For the full listing below, write out each entry exactly and exclude the images.

──────── Source material

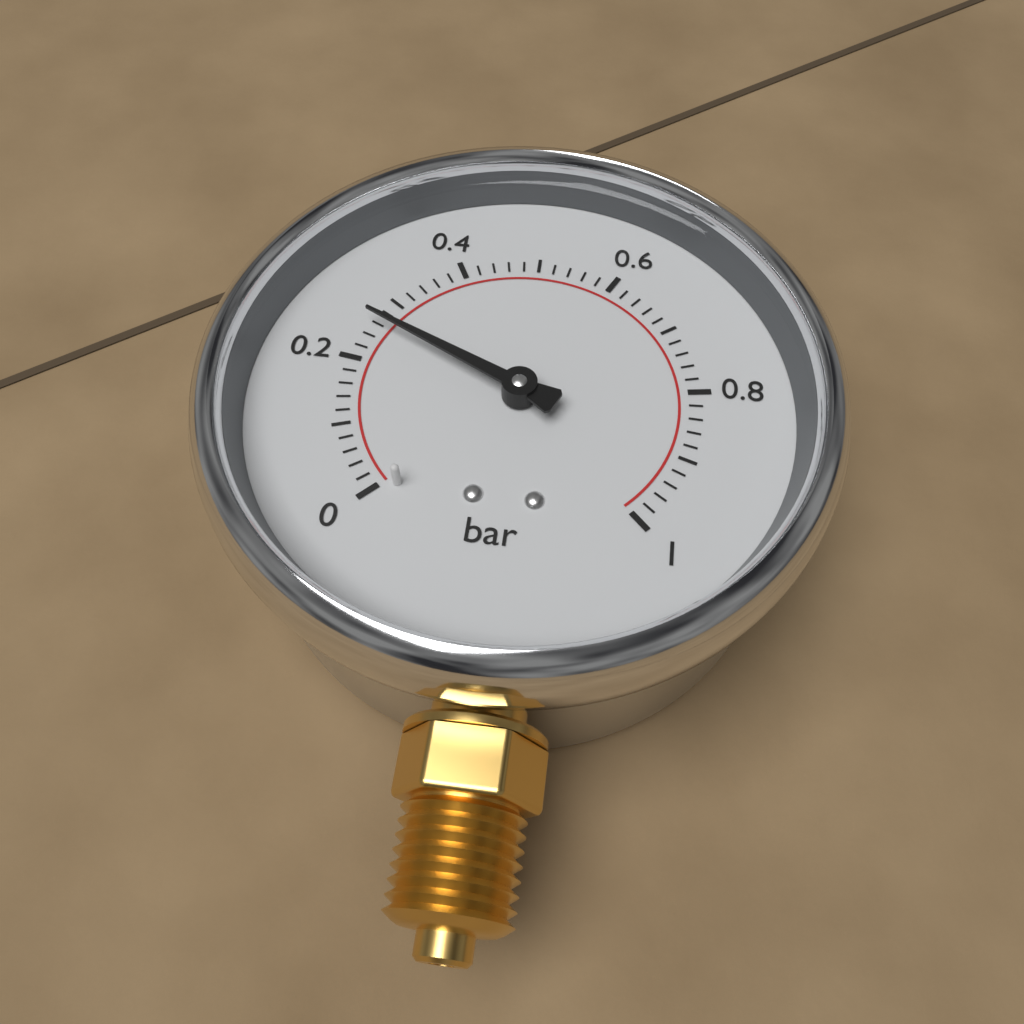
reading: 0.26 bar
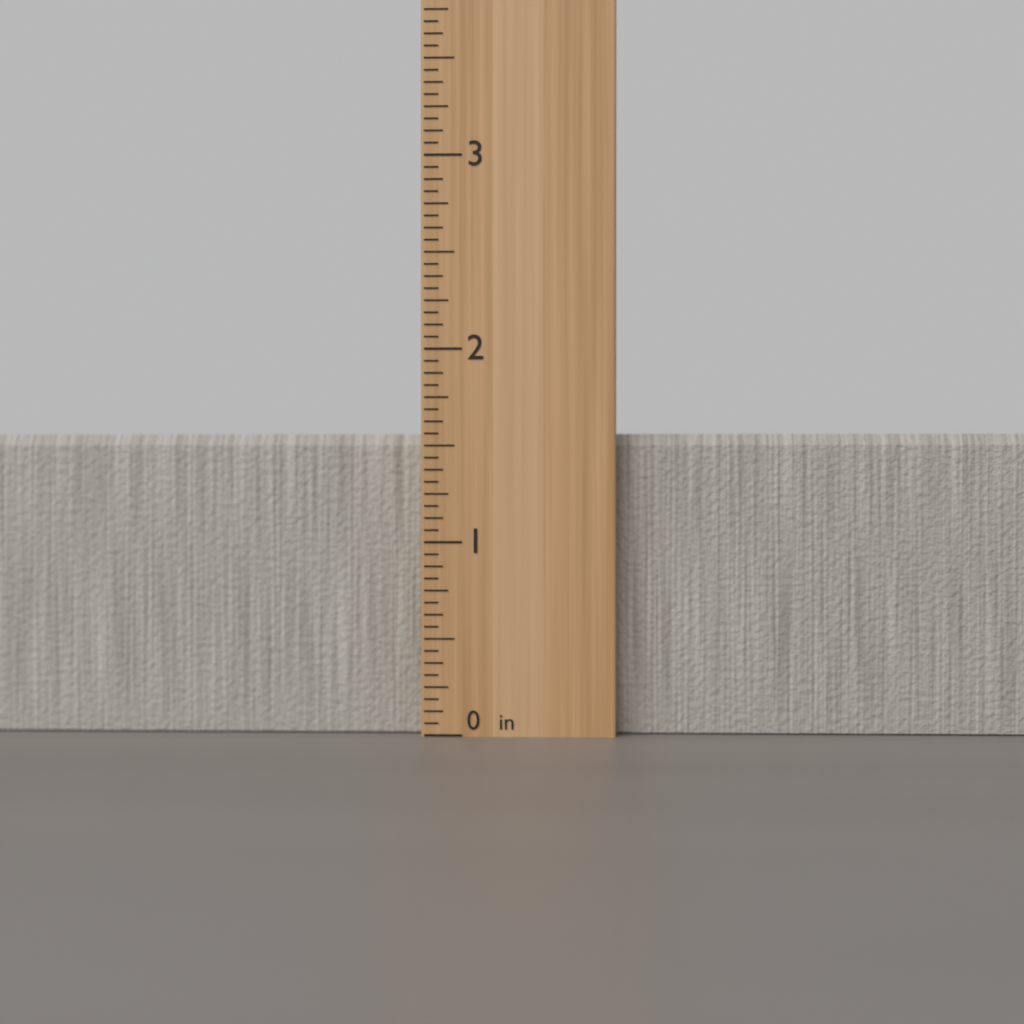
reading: 1.5625 in
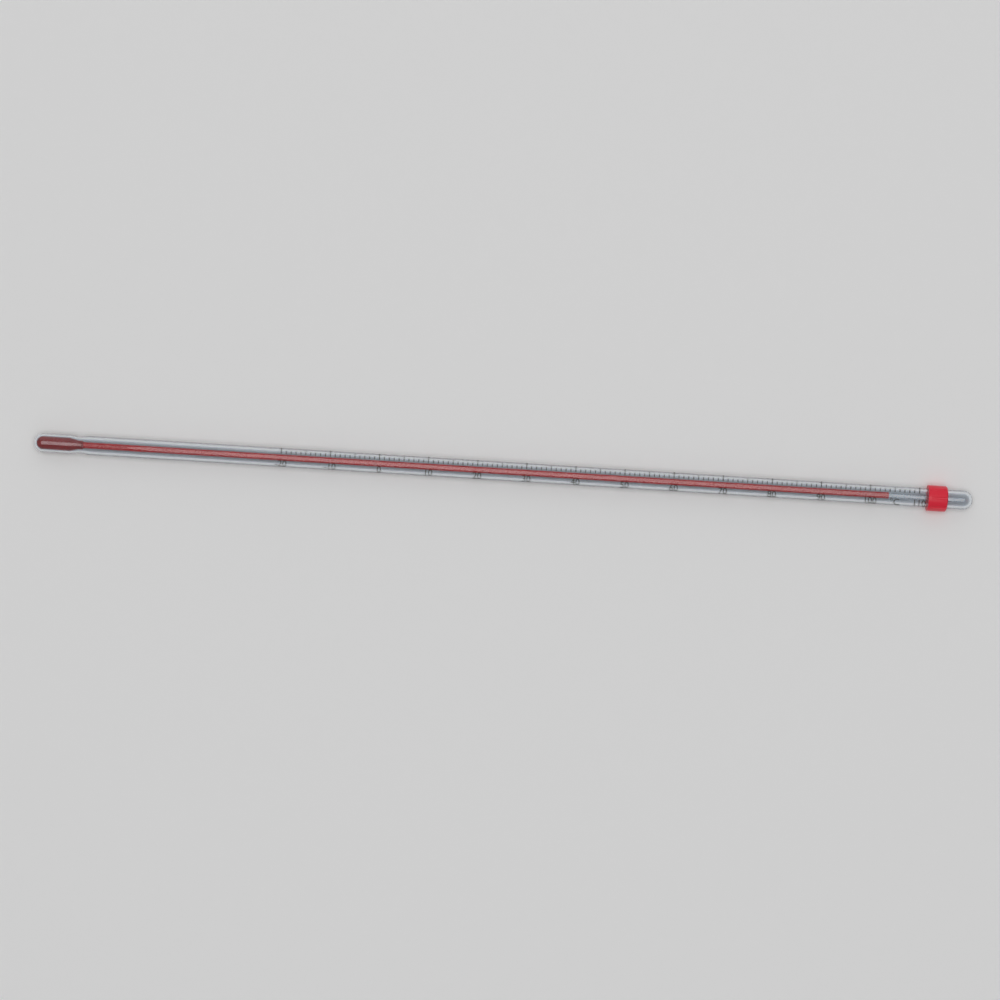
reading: 104 °C
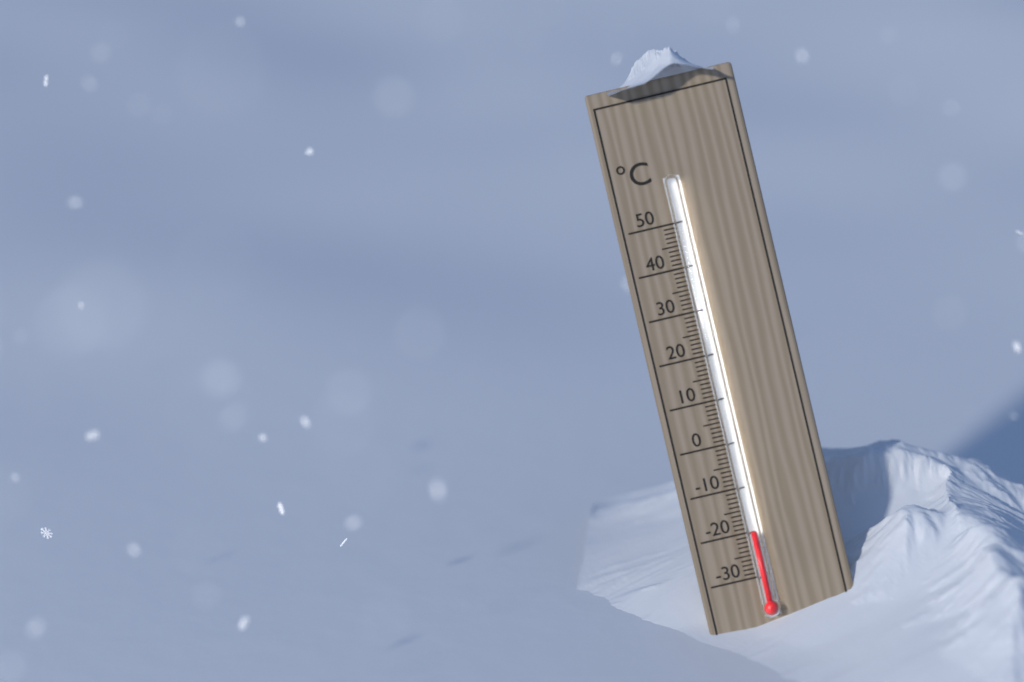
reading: -20 °C
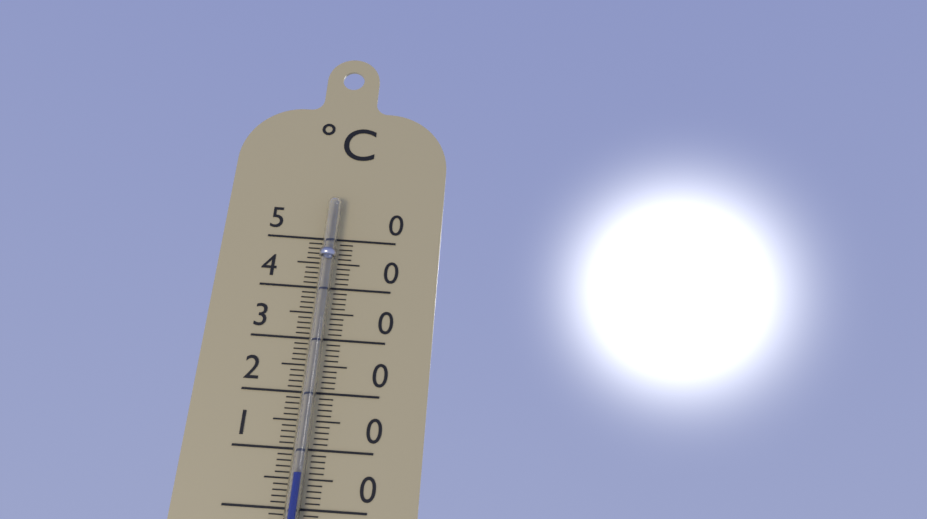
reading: 6 °C
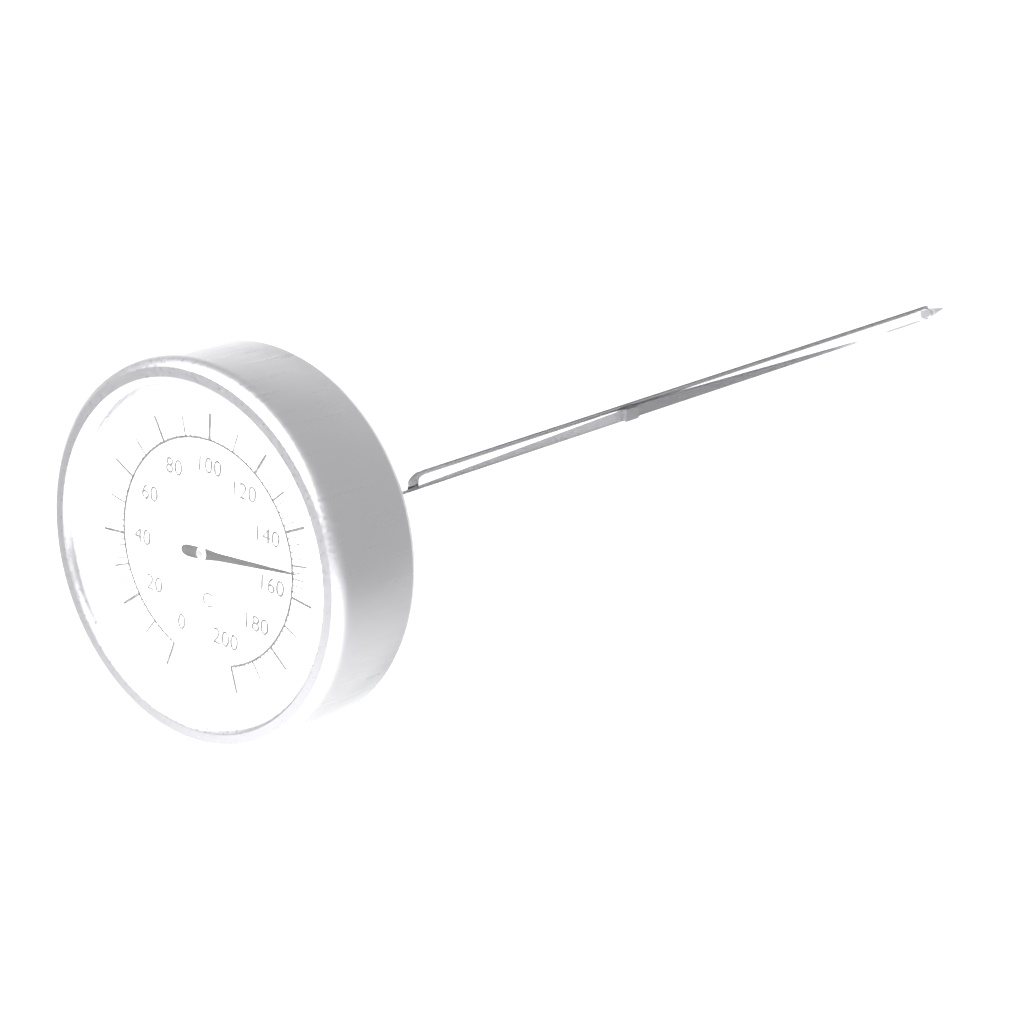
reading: 152 °C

────────────────

■ Solution to the problem ■
reading: 0.26 bar
reading: 1.5625 in
reading: 104 °C
reading: -20 °C
reading: 6 °C
reading: 152 °C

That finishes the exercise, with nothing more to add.